In Chicago, the subject of chapter 2, public obligation for children’s nutritional health was taken as a given. But widespread indifference characterized New York City (chapter 3), whose school board saw feeding children as an activity belonging to the private realm of home. Both chapters offer rich detail of the complexity in administering school lunch programs and provide interesting contrast between the two cities in their willingness to address religious and ethnic differences among immigrant student populations. From the two cases, we also learn some things haven’t changed all that much. Early school lunch programs had to compete against the pull of commercial food vendors. In the early 1900s, the concessionaires and street food tempted many children, much in the way McDonald’s does today.
Chapter 4 examines school lunch programs in rural schools, detailing an altogether different set of obstacles. Despite rural children’s proximity to farm food, malnutrition was common. The high cost of rural education and few resources made the task of feeding rural children difficult.
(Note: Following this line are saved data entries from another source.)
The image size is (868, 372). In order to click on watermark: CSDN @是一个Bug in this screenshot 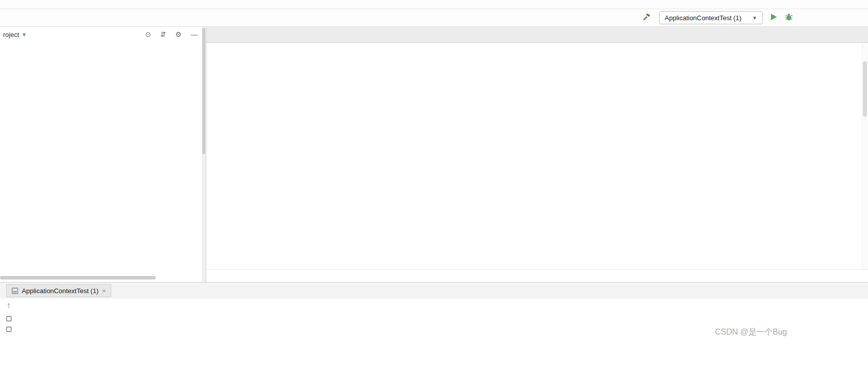, I will do `click(752, 333)`.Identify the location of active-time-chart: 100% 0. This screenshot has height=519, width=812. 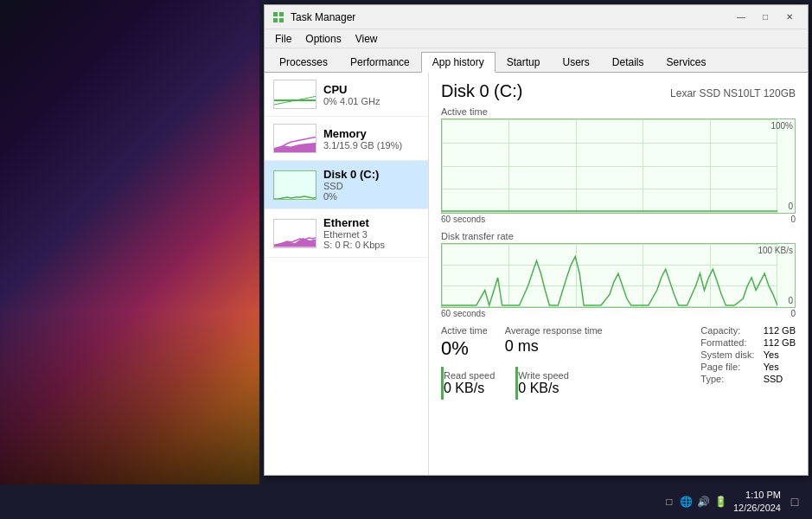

At the turn of the twentieth century most rural schools were single-room schools, with little more than a wood-burning stove to heat the room, let alone an appropriately equipped kitchen. Yet rural food programs, unlike their urban counterparts, did attempt more comprehensive nutritional programming.
The final two substantive chapters offer a lead-up to the National School Lunch Program and the changing role of the federal government in the 1930s, a period marked by soaring relief registers, high demand for food aid, and the collapse of family farms. Federal involvement in school lunch programs ignited contentious struggles over federal expansion and states’ rights, yet for the first time, the farm problem and the food problem were inexplicably linked. Ruis details a noted shift in policy to stabilize agricultural markets away from controlling food supplies to production. This set the groundwork for other changes as the nation moved out of the Depression: a move away from subsistence farming to commodity production and a shift in focus away from nutritional health toward agricultural protections for US food markets overseas, helping to explain why the National School Lunch Program has failed, in many respects, to adequately address children’s health and hunger. In the end, we learn many early lunch programs were considerably more successful in their efforts to feed our nation’s children than the federally organized program.
Eating to Learn, Learning to Eat is a worthwhile and engaging read that is a meaningful addition to the literature.
Amy L. Best
George Mason University
About the Author
Andrew R. Ruis is Associate Director for Research of the Epistemic Analytics Lab in the Wisconsin Center for Education Research and a fellow of the Medical History and Bioethics Department at the University of Wisconsin–Madison. Ruis completed his Ph.D. in History of Science, Medicine, and Technology at UW–Madison in 2011, and his historical research explores issues of children’s health and nutrition in the 19th and 20th centuries. His first book, Eating to Learn, Learning to Eat: The Origins of School Lunch in the United States, was published by Rutgers University Press in 2017.